Now it is death in life-a vapour dense

Creeps round my window till I cannot see
The far snow-shining mountains, and the glens
Shagging the mountain tops. O God! make free
This barren, shackled earth, so deadly cold.
Breathe gently forth thy Spring, till Winter flies
In rude amazement, fearful and yet bold,
While she performs her custom'd charities.

I weigh the loaded hours till life is bare

O God! for one clear day, a snowdrop, and sweet air!

DAVID GRAY.

FLOWER AND FRUIT.

A LITTLE child lay on its mother's knee

In shade of Summer boughs; and that fond mother Waved in one hand the flowers of a wild tree, And a fair branch of fruitage in the other.

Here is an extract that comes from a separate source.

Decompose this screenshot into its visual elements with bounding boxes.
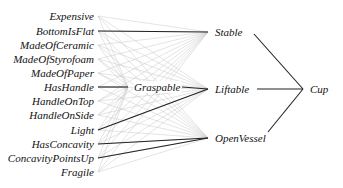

Longing he lay, and glancing his blue eyes
From one to other-for his will was loth
To fix its choice-he sigh'd his first-born sighs,
Stretch'd out both arms, and would have clutch'd
them both.

A gray old man peep'd thro' the leaves, and bless'd That lovely child-then sadly turn'd apart,

And, sitting down a little from the rest,

Sigh'd, as he communed thus to his own heart :

Within the Violet's cup no nectar flows,

r;

Tho' its rich breath fills the delighted air When the ripe fruit is glistening on the boughs The lovely blossom is no longer there :

When the young Sun is arming him at morn,
His beauty makes sweet rainbows in the sky;
But, when his wheels are up the Zenith borne,
He hath no power for such soft magist'ry :

When the swift heart of the enchanted boy

Speaks through his downy cheeks and starry eyes,

An hour of love is worth eternal joy,

And beauty all the treasures of the wise ;

But when the time-worn heart begins to bud
With leaves of Truth, like the Autumnal green,

No pulse of rapture stirs the drowsy blood,
Scarce stirring with the pulses that have been.

Ah me! in what immortal hour of Time,

Under what star, in what enchanted weather,
In what new Eden, in what fairy clime,
Nature, shall thy perfections meet together?

When youthful hearts, rejoicing in their May,
Shall bide in cheerful faith the unborn hour,

And the wise spirit not regret the day

That brings the fruit, but takes away the flower!

When Hope and Love, so lavish of delight,

Shall laugh and sing, yet crown their early years With those rare buds, more odorous than bright, And that wise spirit, now the growth of tears?